The numbers are staggering and ought to have cheered me up, but I was actually alarmed by what some of them implied. I read this report titled How The World Spends Its Money, that quotes Forbes. It informed me that last year, Americans spent a staggering $907 billion on discretionary items! Of this, nearly 43 per cent or $390 billion was spent in restaurants and 15.5 per cent or $141 billion was spent buying electronics. Going by that, jewellery, if we reckon was worth $70 billion, consumed roughly 7 per cent of the discretionary expenditure made by Americans.

I clicked on the link to the Forbes report In Pictures: How Americans Spend Their Money and got this interesting nugget, which I’ve pasted below, from one of the slides.

Luxury (Excluding Jewelry)

2005

Total Spent: $10 billion
Percentage of Annual Discretionary Spending: 1.2%
Year-Over-Year Change: 5.3%

2006

Total Spent: $10.5 billion
Percentage of Annual Discretionary Spending: 1.2%
Year-Over-Year Change: 4.8%

2007

Total Spent: $11.5 billion
Percentage of Annual Discretionary Spending: 1.3%
Year-Over-Year Change: 9.8%

Okay, it’s a sixth of what Americans spent on jewellery, but look at how rapidly the expenditure in this sector is growing! And check this other slide out:

E-Commerce

2005

Total Spent: $66.5 billion
Percentage of Annual Discretionary Spending: 7.9%
Year-Over-Year Change: 14.3%

2006

Total Spent: $68.5 billion
Percentage of Annual Discretionary Spending: 7.7%
Year-Over-Year Change: 3.1%

2007

Total Spent: $78.3 billion
Percentage of Annual Discretionary Spending: 8.6%
Year-Over-Year Change: 14.3%

Don’t miss the growth rate here either. So putting the two together, here’s what we have – expenditure on luxuries other than jewellery growing at just under 10 per cent a year and e-commerce booming with a 14.3 per cent growth rate.

And now let me come to the part that alarms me. Jewellery seems to be actually losing ground. Indian jewellery exports to the US have gone down by between 10- and 15 per cent. So Americans are getting turned on to other luxuries and the jewellery industry seems to have fallen off the e-commerce express. The really alarming part is that unless the industry does something fast, this could happen in India – one of the world’s fastest-growing consumer markets and going by what happened at the India International Jewellery Show (IIJS), something of a safe haven right now for the global gem and jewellery industry.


## What this task involves
Go through the records below and copy out every line holding "element".

START The data

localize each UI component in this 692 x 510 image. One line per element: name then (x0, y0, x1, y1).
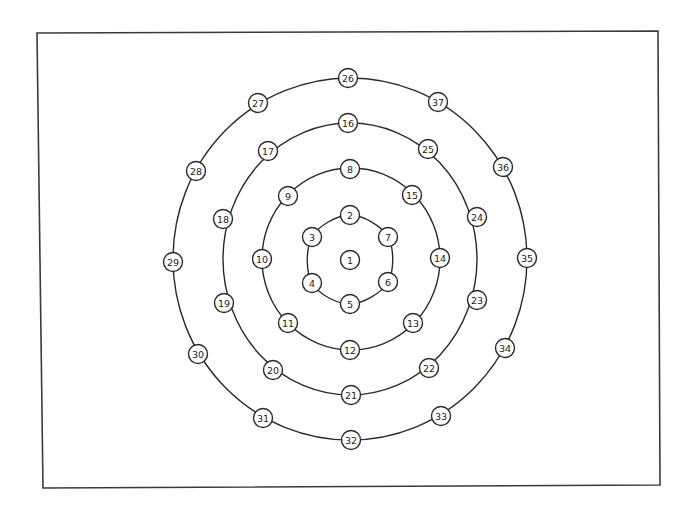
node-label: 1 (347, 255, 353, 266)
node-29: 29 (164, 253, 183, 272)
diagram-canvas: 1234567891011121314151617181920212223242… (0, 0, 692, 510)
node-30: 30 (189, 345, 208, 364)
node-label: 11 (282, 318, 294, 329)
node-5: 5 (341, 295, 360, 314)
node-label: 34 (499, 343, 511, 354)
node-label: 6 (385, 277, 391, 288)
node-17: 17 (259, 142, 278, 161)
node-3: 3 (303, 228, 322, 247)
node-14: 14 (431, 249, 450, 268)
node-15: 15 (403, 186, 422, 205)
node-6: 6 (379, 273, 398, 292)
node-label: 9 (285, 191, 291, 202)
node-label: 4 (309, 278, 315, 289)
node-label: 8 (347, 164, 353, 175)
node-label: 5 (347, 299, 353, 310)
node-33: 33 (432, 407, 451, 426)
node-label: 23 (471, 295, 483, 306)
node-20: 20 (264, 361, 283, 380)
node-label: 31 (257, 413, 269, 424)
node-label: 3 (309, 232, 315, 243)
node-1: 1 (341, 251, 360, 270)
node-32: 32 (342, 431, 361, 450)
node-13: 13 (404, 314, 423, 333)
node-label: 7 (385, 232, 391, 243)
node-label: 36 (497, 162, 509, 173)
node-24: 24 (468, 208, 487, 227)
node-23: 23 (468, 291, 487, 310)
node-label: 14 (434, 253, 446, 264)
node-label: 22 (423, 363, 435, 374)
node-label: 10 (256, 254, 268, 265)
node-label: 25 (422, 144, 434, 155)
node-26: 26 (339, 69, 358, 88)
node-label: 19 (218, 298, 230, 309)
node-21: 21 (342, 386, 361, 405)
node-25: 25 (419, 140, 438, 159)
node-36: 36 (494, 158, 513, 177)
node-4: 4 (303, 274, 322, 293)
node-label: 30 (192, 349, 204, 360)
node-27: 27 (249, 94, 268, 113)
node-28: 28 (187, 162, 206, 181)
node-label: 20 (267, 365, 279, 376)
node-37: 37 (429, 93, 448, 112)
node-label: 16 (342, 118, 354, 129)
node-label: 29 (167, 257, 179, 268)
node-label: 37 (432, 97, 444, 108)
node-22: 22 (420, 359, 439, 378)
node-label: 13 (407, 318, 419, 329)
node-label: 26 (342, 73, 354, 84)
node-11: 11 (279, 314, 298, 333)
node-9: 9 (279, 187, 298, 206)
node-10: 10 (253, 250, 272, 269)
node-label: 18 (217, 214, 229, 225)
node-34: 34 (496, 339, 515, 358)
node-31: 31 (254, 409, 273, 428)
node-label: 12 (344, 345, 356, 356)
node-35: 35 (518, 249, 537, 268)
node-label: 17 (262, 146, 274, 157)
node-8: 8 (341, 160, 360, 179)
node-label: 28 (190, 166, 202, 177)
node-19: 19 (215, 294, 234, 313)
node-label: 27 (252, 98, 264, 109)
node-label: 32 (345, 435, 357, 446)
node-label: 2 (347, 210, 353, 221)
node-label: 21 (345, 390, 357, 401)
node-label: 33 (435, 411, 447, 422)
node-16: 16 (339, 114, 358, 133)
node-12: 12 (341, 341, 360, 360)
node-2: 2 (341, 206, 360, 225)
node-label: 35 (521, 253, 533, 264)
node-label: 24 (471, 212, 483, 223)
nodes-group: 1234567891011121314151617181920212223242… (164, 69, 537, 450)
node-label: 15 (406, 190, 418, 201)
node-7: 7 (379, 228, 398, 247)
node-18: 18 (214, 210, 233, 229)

END The data
START The data

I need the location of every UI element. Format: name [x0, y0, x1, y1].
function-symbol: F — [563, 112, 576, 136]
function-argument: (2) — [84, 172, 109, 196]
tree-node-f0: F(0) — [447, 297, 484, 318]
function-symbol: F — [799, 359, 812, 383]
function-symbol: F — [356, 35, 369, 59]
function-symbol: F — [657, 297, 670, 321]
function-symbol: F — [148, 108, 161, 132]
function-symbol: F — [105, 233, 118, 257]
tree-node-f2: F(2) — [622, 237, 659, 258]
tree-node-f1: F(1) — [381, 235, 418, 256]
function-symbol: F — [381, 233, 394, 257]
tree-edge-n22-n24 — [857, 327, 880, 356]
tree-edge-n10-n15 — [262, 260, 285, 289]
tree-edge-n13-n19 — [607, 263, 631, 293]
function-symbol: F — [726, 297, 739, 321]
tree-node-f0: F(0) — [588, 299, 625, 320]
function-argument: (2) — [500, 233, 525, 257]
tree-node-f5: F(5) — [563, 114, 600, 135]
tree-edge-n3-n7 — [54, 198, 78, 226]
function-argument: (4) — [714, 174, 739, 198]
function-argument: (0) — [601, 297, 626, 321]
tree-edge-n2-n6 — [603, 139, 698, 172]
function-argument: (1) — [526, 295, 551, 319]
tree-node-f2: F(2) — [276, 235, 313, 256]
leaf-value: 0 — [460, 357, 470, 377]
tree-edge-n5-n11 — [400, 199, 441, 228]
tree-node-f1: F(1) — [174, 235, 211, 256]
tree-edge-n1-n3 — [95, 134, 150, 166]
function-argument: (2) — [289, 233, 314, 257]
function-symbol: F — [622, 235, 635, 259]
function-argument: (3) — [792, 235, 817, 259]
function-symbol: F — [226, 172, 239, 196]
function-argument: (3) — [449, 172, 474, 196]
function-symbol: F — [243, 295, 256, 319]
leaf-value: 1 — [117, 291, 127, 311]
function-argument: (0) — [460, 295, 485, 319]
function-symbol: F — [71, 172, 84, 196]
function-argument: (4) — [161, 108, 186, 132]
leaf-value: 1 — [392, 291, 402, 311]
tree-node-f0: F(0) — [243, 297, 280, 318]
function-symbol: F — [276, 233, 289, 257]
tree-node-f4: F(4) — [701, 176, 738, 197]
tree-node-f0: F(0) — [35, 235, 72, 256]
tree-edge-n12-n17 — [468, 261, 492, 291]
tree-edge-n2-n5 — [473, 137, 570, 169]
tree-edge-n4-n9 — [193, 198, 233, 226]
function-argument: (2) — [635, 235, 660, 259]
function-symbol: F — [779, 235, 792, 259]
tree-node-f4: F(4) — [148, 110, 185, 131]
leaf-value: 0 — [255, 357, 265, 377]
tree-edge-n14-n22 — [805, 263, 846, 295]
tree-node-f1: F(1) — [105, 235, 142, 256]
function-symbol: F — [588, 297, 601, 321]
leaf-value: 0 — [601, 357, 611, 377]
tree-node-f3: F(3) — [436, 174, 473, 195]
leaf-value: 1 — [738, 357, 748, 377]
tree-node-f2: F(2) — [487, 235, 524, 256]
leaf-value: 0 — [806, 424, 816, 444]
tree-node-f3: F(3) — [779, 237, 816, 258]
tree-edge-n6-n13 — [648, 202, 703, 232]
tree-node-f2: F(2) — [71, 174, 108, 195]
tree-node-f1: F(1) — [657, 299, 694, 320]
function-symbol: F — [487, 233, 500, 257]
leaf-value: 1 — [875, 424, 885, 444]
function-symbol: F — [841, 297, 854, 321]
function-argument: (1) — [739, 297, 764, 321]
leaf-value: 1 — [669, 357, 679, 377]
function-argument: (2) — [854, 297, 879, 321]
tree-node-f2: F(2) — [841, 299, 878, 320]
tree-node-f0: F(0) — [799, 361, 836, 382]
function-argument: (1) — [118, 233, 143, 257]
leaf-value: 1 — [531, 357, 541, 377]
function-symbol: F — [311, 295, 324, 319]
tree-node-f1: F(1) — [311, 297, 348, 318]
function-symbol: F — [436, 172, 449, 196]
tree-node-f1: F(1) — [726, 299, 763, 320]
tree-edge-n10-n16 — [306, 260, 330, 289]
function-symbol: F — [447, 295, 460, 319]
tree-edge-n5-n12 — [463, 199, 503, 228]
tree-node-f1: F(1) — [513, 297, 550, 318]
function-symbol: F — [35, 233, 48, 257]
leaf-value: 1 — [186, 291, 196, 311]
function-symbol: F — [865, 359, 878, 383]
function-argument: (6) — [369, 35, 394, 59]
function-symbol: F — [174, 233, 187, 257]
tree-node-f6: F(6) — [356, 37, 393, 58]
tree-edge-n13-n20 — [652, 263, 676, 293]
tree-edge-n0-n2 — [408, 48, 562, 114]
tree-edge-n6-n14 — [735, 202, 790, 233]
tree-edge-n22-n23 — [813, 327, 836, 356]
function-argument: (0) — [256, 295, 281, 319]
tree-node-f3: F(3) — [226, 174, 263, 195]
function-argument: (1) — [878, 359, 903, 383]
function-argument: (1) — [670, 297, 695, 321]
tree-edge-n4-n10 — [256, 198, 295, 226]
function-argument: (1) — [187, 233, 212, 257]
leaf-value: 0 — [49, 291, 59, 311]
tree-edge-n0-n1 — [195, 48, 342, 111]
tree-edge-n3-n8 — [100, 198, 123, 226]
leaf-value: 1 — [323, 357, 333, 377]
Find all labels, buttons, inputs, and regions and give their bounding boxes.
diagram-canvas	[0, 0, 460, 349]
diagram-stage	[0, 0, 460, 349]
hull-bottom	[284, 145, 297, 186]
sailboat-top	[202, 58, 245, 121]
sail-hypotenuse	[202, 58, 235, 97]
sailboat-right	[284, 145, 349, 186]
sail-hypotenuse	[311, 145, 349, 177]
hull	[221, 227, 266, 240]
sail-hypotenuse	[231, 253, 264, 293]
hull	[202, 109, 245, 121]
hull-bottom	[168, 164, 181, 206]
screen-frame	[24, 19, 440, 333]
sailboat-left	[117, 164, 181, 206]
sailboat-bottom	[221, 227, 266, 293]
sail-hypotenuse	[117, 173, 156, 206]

END The data

## Response
localize each UI component in this 692 x 510 image. One line per element: name then (x0, y0, x1, y1).
I need the location of every UI element. Format: name [x0, y0, x1, y1].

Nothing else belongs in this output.